Gregory Craig Steps Down
November 13, 2009 · By Martin Street
The New York Times reports that Gregory B. Craig, father of the Obama administration’s Guantanamo Bay closure policy, has stepped down as the President’s chief attorney in the White House. While interesting in itself, what caught my eye was this graf:
Mr. Craig took considerable criticism for those decisions and for not doing more to build consensus within the administration or prepare the political ground in Congress. The prospect of closing Guantanamo in the first year of Mr. Obama’s presidency is now almost certain not to happen.
In particular, I was struck by the use of the word “prospect” in the second sentence. A synonym for prospect is “hope” (a very Obamaian word, to be sure). But wait – if I recall correctly, one of the President’s first acts upon taking office was signing the order authorizing the closure of the Guantanamo Bay detention facility. Aren’t we well past the prospect stage for closing Gitmo? Wasn’t that a done deal?
Apparently not, at least according to The New York Times. No, when this President takes concrete action that was always ill-conceived and now proven untenable, and he is forced to backtrack, his mistakes disappear in a puff of smoke. Back to the happy land of hope ‘n’ change that they sprang from.
In the words of Joni Mitchell, “That was just a dream some of us had.”
Via Ace of Spades
California Stealin’: Taxation and Theft
November 5, 2009 · By Jonathan McLeod
California is a fiscal basket case. There’s no real argument about that. Now they’re trying to find more underhanded ways to wring more tax dollars out of the citizenry. According to The Los Angeles Times:
Starting Sunday, cash-strapped California will dig deeper into the pocketbooks of wage earners — holding back 10% more than it already does in state income taxes just as the biggest shopping season of the year kicks into gear.
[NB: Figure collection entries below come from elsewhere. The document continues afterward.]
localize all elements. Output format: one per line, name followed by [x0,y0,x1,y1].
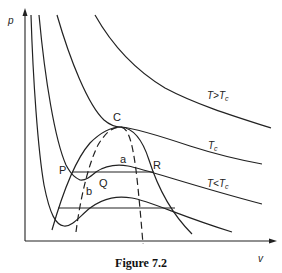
point-a-label: a [120,153,127,165]
figure-caption: Figure 7.2 [0,256,282,271]
coexistence-curve [52,127,192,234]
x-axis-arrow-icon [269,239,277,244]
point-p-label: P [59,164,66,176]
label-tc: Tc [208,140,218,152]
isotherm-above-critical [95,15,271,128]
point-r-label: R [153,159,161,171]
point-q-label: Q [99,177,108,189]
temperature-labels: T>Tc Tc T<Tc [207,90,229,190]
y-axis-label: p [7,15,14,26]
y-axis-arrow-icon [23,8,28,16]
isotherm-critical [57,15,262,164]
isotherm-below-critical [39,15,262,204]
label-t-below-tc: T<Tc [207,178,229,190]
critical-point-label: C [113,111,121,123]
point-b-label: b [86,185,92,197]
label-t-above-tc: T>Tc [207,90,229,102]
pv-diagram: p v C P Q R a b T>Tc [0,0,282,273]
pv-diagram-canvas: p v C P Q R a b T>Tc [0,0,282,273]
isotherms [31,15,271,244]
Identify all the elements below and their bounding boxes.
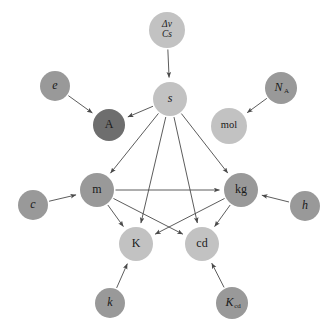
node-label-h: h xyxy=(302,198,308,212)
node-label-c: c xyxy=(30,197,36,211)
graph-canvas: ΔνCsseANAmolmkgchKcdkKcd xyxy=(0,0,331,335)
node-K_cd[interactable]: Kcd xyxy=(216,287,248,319)
node-kg[interactable]: kg xyxy=(224,173,258,207)
edge-m-to-cd xyxy=(113,198,182,234)
edge-s-to-A xyxy=(128,106,153,117)
edge-s-to-K xyxy=(141,117,166,223)
node-A[interactable]: A xyxy=(93,109,125,141)
node-label-N_A: N xyxy=(273,80,283,94)
si-units-dependency-diagram: ΔνCsseANAmolmkgchKcdkKcd xyxy=(0,0,331,335)
edge-kg-to-K xyxy=(155,198,224,234)
node-label-K_cd: K xyxy=(224,295,234,309)
node-dnu_cs[interactable]: ΔνCs xyxy=(149,12,185,48)
edge-N_A-to-mol xyxy=(247,98,267,112)
node-label-kg: kg xyxy=(235,182,247,196)
node-sublabel-K_cd: cd xyxy=(234,302,241,310)
edge-k-to-K xyxy=(117,264,128,288)
edge-m-to-K xyxy=(108,205,124,227)
node-label-s: s xyxy=(168,91,173,105)
node-mol[interactable]: mol xyxy=(211,108,247,144)
node-m[interactable]: m xyxy=(80,173,114,207)
nodes-layer: ΔνCsseANAmolmkgchKcdkKcd xyxy=(18,12,320,319)
edge-dnu_cs-to-s xyxy=(168,49,169,77)
edge-e-to-A xyxy=(68,96,92,113)
node-s[interactable]: s xyxy=(153,82,187,116)
edge-K_cd-to-cd xyxy=(212,263,224,287)
node-sublabel-N_A: A xyxy=(284,87,289,95)
node-c[interactable]: c xyxy=(18,190,48,220)
node-label-K: K xyxy=(132,236,141,250)
node-cd[interactable]: cd xyxy=(185,227,219,261)
node-label-dnu_cs-line1: Δν xyxy=(161,19,173,29)
node-label-mol: mol xyxy=(221,119,237,130)
node-label-A: A xyxy=(105,117,114,131)
node-h[interactable]: h xyxy=(290,191,320,221)
node-label-k: k xyxy=(107,295,113,309)
edge-h-to-kg xyxy=(262,195,289,202)
edge-s-to-cd xyxy=(174,117,197,223)
edge-c-to-m xyxy=(49,195,76,201)
node-label-e: e xyxy=(52,78,58,92)
node-label-m: m xyxy=(92,182,102,196)
node-label-cd: cd xyxy=(196,236,207,250)
node-N_A[interactable]: NA xyxy=(265,72,297,104)
node-e[interactable]: e xyxy=(40,71,70,101)
node-k[interactable]: k xyxy=(95,288,125,318)
node-label-dnu_cs-line2: Cs xyxy=(162,29,172,39)
edge-kg-to-cd xyxy=(215,205,231,227)
node-K[interactable]: K xyxy=(119,227,153,261)
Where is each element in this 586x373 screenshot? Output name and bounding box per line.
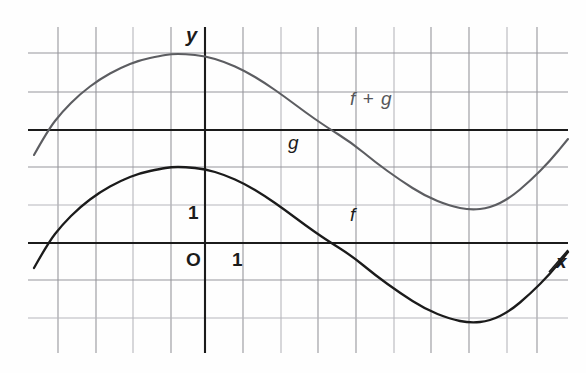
curve-label-f: f — [350, 204, 355, 226]
grid-lines-vertical — [58, 27, 537, 353]
curve-f-plus-g — [34, 54, 568, 209]
y-axis-label: y — [186, 24, 197, 47]
curve-f — [34, 167, 568, 322]
grid-lines-horizontal — [28, 53, 568, 318]
graph-figure: y x O 1 1 g f f + g — [0, 0, 586, 373]
curve-label-f-plus-g: f + g — [350, 88, 393, 110]
unit-label-x: 1 — [232, 249, 243, 271]
x-axis-label: x — [556, 251, 567, 273]
plot-canvas — [0, 0, 586, 373]
curve-label-g: g — [288, 132, 299, 154]
unit-label-y: 1 — [188, 202, 199, 224]
origin-label: O — [186, 249, 201, 271]
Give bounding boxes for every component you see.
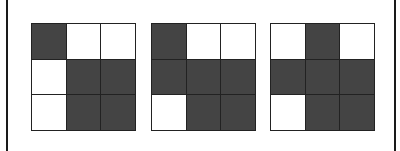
- pattern-grid-3: [270, 23, 375, 131]
- empty-cell-r0-c0: [271, 24, 305, 59]
- filled-cell-r1-c2: [340, 60, 374, 95]
- empty-cell-r2-c0: [271, 95, 305, 130]
- filled-cell-r1-c1: [306, 60, 340, 95]
- frame-right-border: [394, 0, 396, 151]
- filled-cell-r1-c0: [152, 60, 186, 95]
- filled-cell-r2-c2: [101, 95, 135, 130]
- empty-cell-r2-c0: [32, 95, 66, 130]
- empty-cell-r1-c0: [32, 60, 66, 95]
- empty-cell-r2-c0: [152, 95, 186, 130]
- filled-cell-r2-c1: [306, 95, 340, 130]
- filled-cell-r1-c2: [221, 60, 255, 95]
- filled-cell-r2-c1: [67, 95, 101, 130]
- filled-cell-r2-c1: [187, 95, 221, 130]
- filled-cell-r2-c2: [221, 95, 255, 130]
- empty-cell-r0-c1: [187, 24, 221, 59]
- filled-cell-r0-c0: [32, 24, 66, 59]
- empty-cell-r0-c2: [340, 24, 374, 59]
- empty-cell-r0-c2: [221, 24, 255, 59]
- frame-left-border: [6, 0, 8, 151]
- filled-cell-r2-c2: [340, 95, 374, 130]
- empty-cell-r0-c1: [67, 24, 101, 59]
- filled-cell-r0-c0: [152, 24, 186, 59]
- filled-cell-r1-c1: [67, 60, 101, 95]
- filled-cell-r1-c2: [101, 60, 135, 95]
- filled-cell-r1-c0: [271, 60, 305, 95]
- pattern-grid-2: [151, 23, 256, 131]
- filled-cell-r1-c1: [187, 60, 221, 95]
- filled-cell-r0-c1: [306, 24, 340, 59]
- empty-cell-r0-c2: [101, 24, 135, 59]
- pattern-grid-1: [31, 23, 136, 131]
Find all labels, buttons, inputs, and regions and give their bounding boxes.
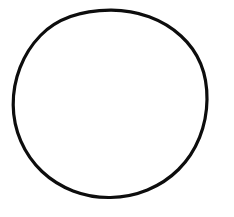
- circle-figure: [0, 0, 234, 217]
- drawing-canvas: [0, 0, 234, 217]
- canvas-background: [0, 0, 234, 217]
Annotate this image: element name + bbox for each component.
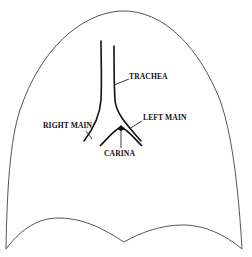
left-main-leader-line	[129, 121, 142, 129]
airway-diagram	[0, 0, 252, 257]
left-main-label: LEFT MAIN	[143, 114, 187, 122]
chest-outline	[6, 11, 242, 249]
right-main-label: RIGHT MAIN	[43, 122, 92, 130]
trachea-label: TRACHEA	[129, 73, 168, 81]
carina-label: CARINA	[104, 150, 135, 158]
trachea-leader-line	[114, 79, 129, 85]
trachea-left-wall	[114, 46, 141, 141]
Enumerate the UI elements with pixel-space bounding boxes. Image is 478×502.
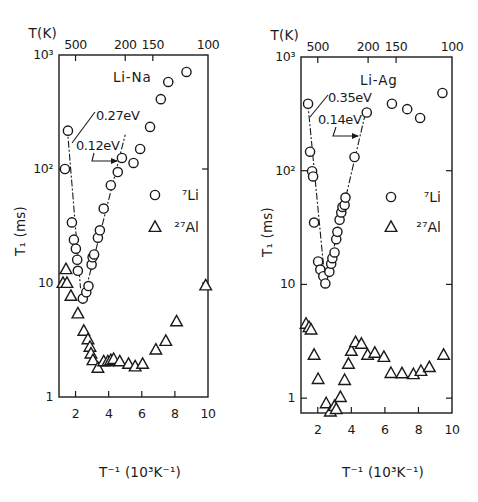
li7-point: [129, 158, 138, 167]
al27-point: [160, 335, 172, 345]
x-tick-label: 10: [200, 406, 216, 421]
li7-point: [438, 88, 447, 97]
li7-point: [341, 193, 350, 202]
al27-point: [369, 347, 381, 357]
li7-point: [362, 108, 371, 117]
top-tick-label: 500: [306, 39, 329, 54]
li7-point: [84, 281, 93, 290]
y-tick-label: 1: [287, 390, 295, 405]
li7-point: [73, 255, 82, 264]
al27-point: [339, 374, 351, 384]
li7-point: [69, 235, 78, 244]
legend-circle-icon: [150, 190, 159, 199]
series-al27: [300, 318, 449, 416]
li7-point: [403, 105, 412, 114]
li7-point: [321, 279, 330, 288]
y-tick-label: 10: [280, 276, 296, 291]
y-tick-label: 10: [38, 275, 54, 290]
panel-li-ag: 24681011010²10³500200150100T(K)T⁻¹ (10³K…: [259, 27, 464, 480]
y-axis-title: T₁ (ms): [12, 206, 28, 257]
legend-label: ⁷Li: [424, 189, 441, 205]
y-tick-label: 10³: [33, 47, 53, 62]
li7-point: [73, 266, 82, 275]
top-tick-label: 150: [385, 39, 408, 54]
legend-label: ²⁷Al: [416, 219, 441, 235]
activation-energy-label: 0.12eV: [76, 138, 120, 153]
x-tick-label: 6: [381, 422, 389, 437]
al27-point: [343, 358, 355, 368]
li7-point: [89, 250, 98, 259]
li7-point: [333, 227, 342, 236]
panel-li-na: 24681011010²10³500200150100T(K)T⁻¹ (10³K…: [12, 25, 220, 480]
y-tick-label: 10³: [275, 49, 295, 64]
al27-point: [308, 349, 320, 359]
li7-point: [303, 99, 312, 108]
x-tick-label: 2: [72, 406, 80, 421]
li7-point: [309, 218, 318, 227]
legend-label: ⁷Li: [182, 187, 199, 203]
top-axis-title: T(K): [28, 25, 57, 41]
legend-item: ⁷Li: [386, 189, 441, 205]
li7-point: [145, 122, 154, 131]
activation-energy-label: 0.35eV: [328, 90, 372, 105]
top-tick-label: 100: [197, 37, 220, 52]
top-tick-label: 100: [441, 39, 464, 54]
legend-item: ²⁷Al: [385, 219, 441, 235]
li7-point: [164, 77, 173, 86]
figure: 24681011010²10³500200150100T(K)T⁻¹ (10³K…: [0, 0, 478, 502]
x-axis-title: T⁻¹ (10³K⁻¹): [98, 464, 181, 480]
y-tick-label: 10²: [33, 161, 53, 176]
li7-point: [182, 67, 191, 76]
li7-point: [117, 153, 126, 162]
top-tick-label: 150: [141, 37, 164, 52]
x-tick-label: 4: [348, 422, 356, 437]
plot-frame: [301, 57, 452, 413]
li7-point: [95, 226, 104, 235]
li7-point: [305, 147, 314, 156]
x-tick-label: 4: [105, 406, 113, 421]
li7-point: [106, 181, 115, 190]
li7-point: [113, 167, 122, 176]
li7-point: [387, 99, 396, 108]
al27-point: [335, 391, 347, 401]
li7-point: [67, 218, 76, 227]
al27-point: [65, 290, 77, 300]
activation-energy-label: 0.27eV: [96, 108, 140, 123]
li7-point: [136, 144, 145, 153]
top-tick-label: 200: [357, 39, 380, 54]
legend-triangle-icon: [385, 221, 397, 231]
legend-label: ²⁷Al: [174, 219, 199, 235]
al27-point: [385, 367, 397, 377]
al27-point: [312, 373, 324, 383]
al27-point: [424, 361, 436, 371]
li7-point: [416, 113, 425, 122]
activation-energy-label: 0.14eV: [318, 112, 362, 127]
y-tick-label: 1: [45, 389, 53, 404]
y-tick-label: 10²: [275, 163, 295, 178]
legend-item: ²⁷Al: [149, 219, 199, 235]
panel-title: Li-Na: [113, 69, 152, 85]
y-axis-title: T₁ (ms): [259, 207, 275, 258]
al27-point: [396, 367, 408, 377]
al27-point: [72, 307, 84, 317]
al27-point: [200, 279, 212, 289]
x-axis-title: T⁻¹ (10³K⁻¹): [341, 464, 424, 480]
li7-point: [156, 95, 165, 104]
al27-point: [438, 349, 450, 359]
x-tick-label: 10: [444, 422, 460, 437]
legend-item: ⁷Li: [150, 187, 199, 203]
x-tick-label: 8: [171, 406, 179, 421]
panel-title: Li-Ag: [360, 72, 398, 88]
al27-point: [60, 263, 72, 273]
arrowhead-icon: [352, 133, 359, 139]
series-li7: [60, 67, 191, 303]
x-tick-label: 8: [415, 422, 423, 437]
li7-point: [330, 248, 339, 257]
legend-circle-icon: [386, 192, 395, 201]
li7-point: [308, 172, 317, 181]
top-axis-title: T(K): [270, 27, 299, 43]
top-tick-label: 500: [64, 37, 87, 52]
al27-point: [171, 315, 183, 325]
top-tick-label: 200: [114, 37, 137, 52]
li7-point: [99, 204, 108, 213]
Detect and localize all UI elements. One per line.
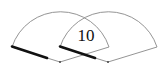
sector-right: [60, 12, 157, 63]
overlap-label: 10: [78, 26, 95, 45]
sector-left-center-point: [59, 61, 61, 63]
sector-right-arc: [60, 12, 157, 47]
sector-left-thick-edge: [12, 47, 47, 59]
sector-right-center-point: [107, 61, 109, 63]
overlapping-sectors-diagram: 10: [0, 0, 167, 70]
sector-right-right-radius: [108, 47, 157, 62]
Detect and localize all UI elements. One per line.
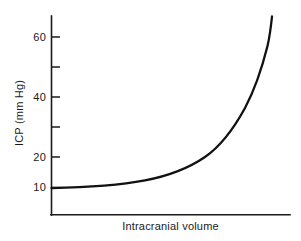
y-axis-title: ICP (mm Hg) (13, 58, 25, 168)
chart-figure: 60 40 20 10 ICP (mm Hg) Intracranial vol… (0, 0, 301, 241)
y-tick-label-10: 10 (24, 182, 46, 193)
y-tick-label-60: 60 (24, 32, 46, 43)
x-axis-title: Intracranial volume (51, 220, 290, 233)
y-tick-label-20: 20 (24, 152, 46, 163)
y-tick-label-40: 40 (24, 92, 46, 103)
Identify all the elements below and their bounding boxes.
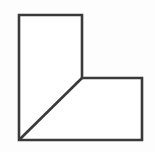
figure-canvas: [0, 0, 155, 152]
shape-drawing: [0, 0, 155, 152]
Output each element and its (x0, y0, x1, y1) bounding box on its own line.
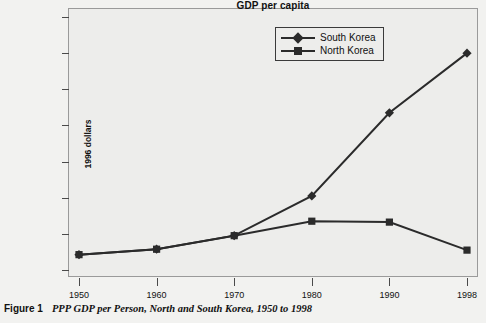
series-line-north-korea (79, 221, 467, 254)
figure-caption-text: PPP GDP per Person, North and South Kore… (52, 303, 312, 314)
legend-item-south-korea: South Korea (281, 31, 376, 44)
figure-caption-label: Figure 1 (4, 303, 43, 314)
x-tick-label: 1950 (49, 290, 109, 300)
x-tick-mark (79, 278, 80, 286)
series-line-south-korea (79, 53, 467, 254)
x-tick-mark (467, 278, 468, 286)
chart-title: GDP per capita (68, 0, 478, 11)
x-tick-label: 1998 (437, 290, 486, 300)
legend-label-north-korea: North Korea (320, 45, 374, 56)
y-tick-mark (62, 162, 69, 163)
x-tick-mark (312, 278, 313, 286)
legend-item-north-korea: North Korea (281, 44, 376, 57)
y-tick-mark (62, 125, 69, 126)
data-series-layer (69, 9, 479, 278)
y-tick-mark (62, 234, 69, 235)
data-point-marker (153, 246, 160, 253)
x-tick-label: 1990 (359, 290, 419, 300)
data-point-marker (386, 219, 393, 226)
x-tick-mark (234, 278, 235, 286)
x-tick-mark (157, 278, 158, 286)
plot-area: 1996 dollars 02,0004,0006,0008,00010,000… (68, 8, 478, 277)
figure-container: GDP per capita 1996 dollars 02,0004,0006… (0, 0, 486, 323)
chart-legend: South Korea North Korea (275, 27, 384, 61)
legend-swatch-diamond-icon (281, 32, 315, 44)
y-tick-mark (62, 17, 69, 18)
legend-swatch-square-icon (281, 45, 315, 57)
data-point-marker (308, 218, 315, 225)
figure-caption: Figure 1 PPP GDP per Person, North and S… (4, 303, 312, 314)
legend-label-south-korea: South Korea (320, 32, 376, 43)
x-tick-label: 1960 (127, 290, 187, 300)
y-tick-mark (62, 270, 69, 271)
y-tick-mark (62, 89, 69, 90)
data-point-marker (231, 232, 238, 239)
y-tick-mark (62, 53, 69, 54)
data-point-marker (463, 247, 470, 254)
x-tick-label: 1970 (204, 290, 264, 300)
x-tick-mark (389, 278, 390, 286)
x-tick-label: 1980 (282, 290, 342, 300)
y-tick-mark (62, 198, 69, 199)
data-point-marker (75, 251, 82, 258)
Tax withholding is a scam. Despite any facile claims of needing a steady stream of income, tax withholding is designed to allow people to ignore the level of taxation and to make people pay more taxes than they rightfully owe.
First off, if the government can spread your tax burden over a long period of time, you’ll notice it less. Further, by taking the money directly from your employer, you never actually see it. The government has removed you from the transaction, and you don’t feel the complete tax burden that has been imposed upon you. However, if they are only taking from you what you owe, there’s nothing too devious about that.
The insidious aspect of tax withholding is that it leads to people paying excessive taxes – taxes beyond what they are legally obligated to pay.
Come April, when we all file our taxes (assuming we do), we all, presumably, are hoping for a refund. If, after taking an initial stab at completing the ridiculously complex tax forms, we owe money, most of us will look for more deductions or rebates. If, after taking another pass at the tax forms, we now are owed a refund, most of us are happy. If, after the initial attempt at our taxes, we are owed a refund, we’re happy. Basically, we are, in effect, not worried about the amount of taxes we pay; we are worried about getting a refund.
Once we have that refund, we are far less likely to continue to look for more deductions. We’re satisfied – we have our refund – so why bother?
And, thus, we come around to increased withholdings. Implementing regulations that command excessive withholdings increases the number of people who will get refunds. Consequently, it increases the number of people who won’t look for all the deductions they are owed.
But, the government has willfully deceived these people. They may get bigger refunds, but their tax payment will have gone up even though their tax obligation did not. It may not be theft, but it’s not that far off.
And, come on, that notion that the government needs the cash and can’t wait until April to get it is an utter lie. They can just issue I.O.U.s.